To Intervene or Not to Intervene?
“I’ve not made a decision,” President Barack Obama told Judy Woodruff and Gwen Ifill of the PBS NewsHour. “I have gotten options from our military, had extensive discussions with my national security team.”
The president was answering a question about how he intends to proceed in response to an alleged chemical weapons attack on civilians by the regime of President Bashar al-Assad of Syria.
Well, no hurry. Peter Drucker liked to point out that effective executives make very few decisions, and ideally only after considerable thought and deliberation. This was something he saw epitomized in the management of Alfred Sloan at General Motors, as Drucker recounted in Adventures of a Bystander. “If a decision comes up to my level, it had better take a lot of time,” Sloan told Drucker. “We make very few decisions, Mr. Drucker; no one can make many and make them right.”
Drucker also stressed that a key part of making an effective decision is understanding what it’s fundamentally about. There are of course many contentious questions that could be raised concerning intervention in Syria—how the decision process should work, what role the legislative branch should play, what role humanitarian military actions should play in the world, to name just a few—but few are more fundamental than the simple question of what the decision to intervene is about.
Some commentators say that taking military action against Syria is about how to preserve U.S. credibility. Others say it is about how best to protect innocent civilians. Others say it is about how best to uphold international norms. So which is it?
“The most important part of the effective decision is to ask: What is the decision really about?” Drucker wrote in Managing the Nonprofit Organization. “Very rarely is a decision about what it seems to be about. That’s usually a symptom.”
Drucker cited the example of a college that was forced to cut its programs in response to a budget crunch. Because the decision was seen as a financial one, it set off a civil war among the faculty over what to cut. What caused hostilities to subside was a board member who noted that the decision was in truth about whether to be a college that emphasized continuing education for adults or teaching the young. “Suddenly it became clear why people had been so hot under the collar,” Drucker wrote. “The decision was not about the budget but about the future of American higher education and the university’s role in it, and this is something on which good people should disagree.”
That is why Sloan stuck so doggedly to defining the decision at hand. Drucker recalled, “After every meeting, no matter how many he attended, [Sloan] wrote a letter or memorandum in which he identified the key question and asked, ‘Is this what the decision is all about?’”
What do you think Obama’s decision—to intervene in Syria or not—is fundamentally about?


The task:
Going through the data below, find how many lines include the word "color", and reply with that number alone.

******

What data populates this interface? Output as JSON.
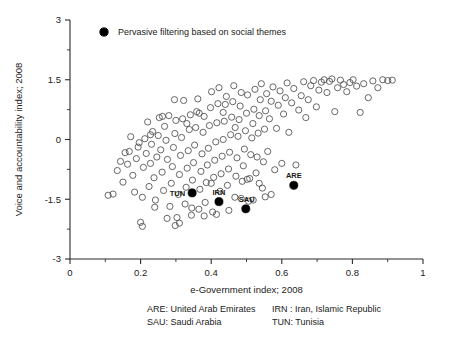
{
  "chart_data": {
    "type": "scatter",
    "title": "",
    "xlabel": "e-Government index; 2008",
    "ylabel": "Voice and accountability index; 2008",
    "xlim": [
      0,
      1
    ],
    "ylim": [
      -3,
      3
    ],
    "xticks": [
      "0",
      "0.2",
      "0.4",
      "0.6",
      "0.8",
      "1"
    ],
    "xtick_values": [
      0,
      0.2,
      0.4,
      0.6,
      0.8,
      1
    ],
    "yticks": [
      "3",
      "1.5",
      "0",
      "-1.5",
      "-3"
    ],
    "ytick_values": [
      3,
      1.5,
      0,
      -1.5,
      -3
    ],
    "minor_xticks": [
      0.1,
      0.3,
      0.5,
      0.7,
      0.9
    ],
    "minor_yticks": [
      2.25,
      0.75,
      -0.75,
      -2.25
    ],
    "grid": false,
    "legend_position": "top-left-inside",
    "legend": [
      {
        "label": "Pervasive filtering based on social themes",
        "marker": "filled-circle",
        "color": "#000000"
      }
    ],
    "series": [
      {
        "name": "countries",
        "marker": "open-circle",
        "color": "#4d4d4d",
        "points": [
          [
            0.108,
            -1.4
          ],
          [
            0.122,
            -1.37
          ],
          [
            0.134,
            -0.78
          ],
          [
            0.143,
            -0.55
          ],
          [
            0.15,
            -1.07
          ],
          [
            0.156,
            -0.33
          ],
          [
            0.163,
            -0.62
          ],
          [
            0.168,
            -0.3
          ],
          [
            0.172,
            0.07
          ],
          [
            0.178,
            -0.9
          ],
          [
            0.183,
            -1.32
          ],
          [
            0.188,
            -0.48
          ],
          [
            0.193,
            -0.19
          ],
          [
            0.196,
            -0.08
          ],
          [
            0.2,
            -2.08
          ],
          [
            0.205,
            -1.45
          ],
          [
            0.208,
            -0.7
          ],
          [
            0.212,
            0.02
          ],
          [
            0.216,
            -0.35
          ],
          [
            0.22,
            0.44
          ],
          [
            0.224,
            -1.18
          ],
          [
            0.228,
            -0.6
          ],
          [
            0.231,
            -0.12
          ],
          [
            0.234,
            0.2
          ],
          [
            0.238,
            -0.96
          ],
          [
            0.242,
            -1.52
          ],
          [
            0.246,
            -0.44
          ],
          [
            0.25,
            0.1
          ],
          [
            0.253,
            0.55
          ],
          [
            0.257,
            -0.26
          ],
          [
            0.261,
            -0.82
          ],
          [
            0.265,
            -1.28
          ],
          [
            0.268,
            0.33
          ],
          [
            0.272,
            -0.02
          ],
          [
            0.276,
            -0.5
          ],
          [
            0.28,
            0.6
          ],
          [
            0.283,
            -1.68
          ],
          [
            0.287,
            -1.1
          ],
          [
            0.29,
            -0.68
          ],
          [
            0.293,
            -0.2
          ],
          [
            0.297,
            0.15
          ],
          [
            0.3,
            0.48
          ],
          [
            0.303,
            -1.96
          ],
          [
            0.307,
            -1.38
          ],
          [
            0.31,
            -0.88
          ],
          [
            0.313,
            -0.4
          ],
          [
            0.316,
            0.05
          ],
          [
            0.319,
            0.52
          ],
          [
            0.322,
            0.98
          ],
          [
            0.326,
            -1.62
          ],
          [
            0.329,
            -1.2
          ],
          [
            0.332,
            -0.72
          ],
          [
            0.335,
            -0.28
          ],
          [
            0.338,
            0.25
          ],
          [
            0.341,
            0.62
          ],
          [
            0.344,
            -1.9
          ],
          [
            0.347,
            -1.02
          ],
          [
            0.35,
            -0.58
          ],
          [
            0.353,
            -0.14
          ],
          [
            0.356,
            0.3
          ],
          [
            0.359,
            0.7
          ],
          [
            0.362,
            1.02
          ],
          [
            0.365,
            -1.75
          ],
          [
            0.368,
            -1.25
          ],
          [
            0.371,
            -0.8
          ],
          [
            0.374,
            -0.36
          ],
          [
            0.377,
            0.18
          ],
          [
            0.38,
            0.58
          ],
          [
            0.383,
            -1.58
          ],
          [
            0.386,
            -1.08
          ],
          [
            0.389,
            -0.64
          ],
          [
            0.392,
            -0.22
          ],
          [
            0.395,
            0.35
          ],
          [
            0.398,
            0.8
          ],
          [
            0.401,
            1.2
          ],
          [
            0.404,
            -1.82
          ],
          [
            0.407,
            -0.95
          ],
          [
            0.41,
            -0.52
          ],
          [
            0.413,
            -0.06
          ],
          [
            0.416,
            0.42
          ],
          [
            0.419,
            0.9
          ],
          [
            0.422,
            1.3
          ],
          [
            0.425,
            -1.3
          ],
          [
            0.428,
            -0.86
          ],
          [
            0.431,
            -0.42
          ],
          [
            0.434,
            0.0
          ],
          [
            0.437,
            0.46
          ],
          [
            0.44,
            0.88
          ],
          [
            0.443,
            1.08
          ],
          [
            0.446,
            -1.15
          ],
          [
            0.449,
            -0.74
          ],
          [
            0.452,
            -0.32
          ],
          [
            0.455,
            0.12
          ],
          [
            0.458,
            0.56
          ],
          [
            0.461,
            0.95
          ],
          [
            0.464,
            1.35
          ],
          [
            0.467,
            -1.45
          ],
          [
            0.47,
            -0.92
          ],
          [
            0.473,
            -0.46
          ],
          [
            0.476,
            0.08
          ],
          [
            0.479,
            0.5
          ],
          [
            0.482,
            0.84
          ],
          [
            0.485,
            1.18
          ],
          [
            0.488,
            -1.05
          ],
          [
            0.491,
            -0.66
          ],
          [
            0.494,
            -0.24
          ],
          [
            0.497,
            0.22
          ],
          [
            0.5,
            0.66
          ],
          [
            0.503,
            1.12
          ],
          [
            0.506,
            -1.55
          ],
          [
            0.509,
            -0.98
          ],
          [
            0.512,
            -0.38
          ],
          [
            0.515,
            0.04
          ],
          [
            0.518,
            0.4
          ],
          [
            0.521,
            0.76
          ],
          [
            0.524,
            1.26
          ],
          [
            0.527,
            -0.84
          ],
          [
            0.53,
            -0.44
          ],
          [
            0.533,
            0.16
          ],
          [
            0.536,
            0.6
          ],
          [
            0.539,
            1.0
          ],
          [
            0.542,
            1.4
          ],
          [
            0.545,
            -1.22
          ],
          [
            0.548,
            -0.56
          ],
          [
            0.551,
            0.26
          ],
          [
            0.554,
            0.72
          ],
          [
            0.557,
            1.15
          ],
          [
            0.56,
            -0.3
          ],
          [
            0.565,
            0.52
          ],
          [
            0.57,
            0.96
          ],
          [
            0.575,
            1.32
          ],
          [
            0.58,
            -0.76
          ],
          [
            0.585,
            0.28
          ],
          [
            0.59,
            0.86
          ],
          [
            0.595,
            1.22
          ],
          [
            0.6,
            -0.6
          ],
          [
            0.605,
            0.64
          ],
          [
            0.61,
            1.05
          ],
          [
            0.615,
            1.42
          ],
          [
            0.62,
            0.18
          ],
          [
            0.628,
            0.92
          ],
          [
            0.634,
            1.28
          ],
          [
            0.64,
            -0.64
          ],
          [
            0.648,
            0.74
          ],
          [
            0.655,
            1.1
          ],
          [
            0.662,
            1.45
          ],
          [
            0.668,
            0.55
          ],
          [
            0.675,
            1.0
          ],
          [
            0.682,
            1.35
          ],
          [
            0.69,
            1.48
          ],
          [
            0.698,
            0.82
          ],
          [
            0.705,
            1.24
          ],
          [
            0.712,
            1.44
          ],
          [
            0.72,
            1.5
          ],
          [
            0.728,
            1.18
          ],
          [
            0.735,
            1.46
          ],
          [
            0.742,
            1.52
          ],
          [
            0.75,
            0.7
          ],
          [
            0.758,
            1.3
          ],
          [
            0.766,
            1.49
          ],
          [
            0.775,
            1.38
          ],
          [
            0.784,
            1.2
          ],
          [
            0.793,
            1.43
          ],
          [
            0.802,
            1.5
          ],
          [
            0.812,
            1.34
          ],
          [
            0.822,
            0.68
          ],
          [
            0.832,
            1.4
          ],
          [
            0.845,
            1.05
          ],
          [
            0.858,
            1.47
          ],
          [
            0.872,
            1.3
          ],
          [
            0.886,
            1.5
          ],
          [
            0.9,
            1.48
          ],
          [
            0.913,
            1.49
          ],
          [
            0.228,
            0.12
          ],
          [
            0.262,
            0.58
          ],
          [
            0.296,
            1.0
          ],
          [
            0.331,
            0.4
          ],
          [
            0.366,
            0.66
          ],
          [
            0.4,
            -1.1
          ],
          [
            0.434,
            0.68
          ],
          [
            0.468,
            0.3
          ],
          [
            0.502,
            -1.0
          ],
          [
            0.536,
            -1.1
          ],
          [
            0.57,
            -1.38
          ],
          [
            0.24,
            -1.7
          ],
          [
            0.275,
            -1.98
          ],
          [
            0.31,
            -2.1
          ],
          [
            0.345,
            -1.72
          ],
          [
            0.38,
            -1.92
          ],
          [
            0.415,
            -1.88
          ],
          [
            0.45,
            -1.78
          ],
          [
            0.485,
            -1.48
          ],
          [
            0.519,
            -1.52
          ],
          [
            0.553,
            -1.44
          ],
          [
            0.205,
            -2.18
          ],
          [
            0.298,
            -2.16
          ]
        ]
      },
      {
        "name": "Pervasive filtering based on social themes",
        "marker": "filled-circle",
        "color": "#000000",
        "points": [
          {
            "code": "TUN",
            "x": 0.346,
            "y": -1.34,
            "label_pos": "left"
          },
          {
            "code": "IRN",
            "x": 0.422,
            "y": -1.56,
            "label_pos": "top"
          },
          {
            "code": "SAU",
            "x": 0.498,
            "y": -1.74,
            "label_pos": "top-left"
          },
          {
            "code": "ARE",
            "x": 0.634,
            "y": -1.15,
            "label_pos": "top"
          }
        ]
      }
    ],
    "annotations": [
      {
        "text": "TUN"
      },
      {
        "text": "IRN"
      },
      {
        "text": "SAU"
      },
      {
        "text": "ARE"
      }
    ]
  },
  "footnote": {
    "col1": [
      "ARE: United Arab Emirates",
      "SAU: Saudi Arabia"
    ],
    "col2": [
      "IRN : Iran, Islamic Republic",
      "TUN: Tunisia"
    ]
  }
}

******

Task solution:
3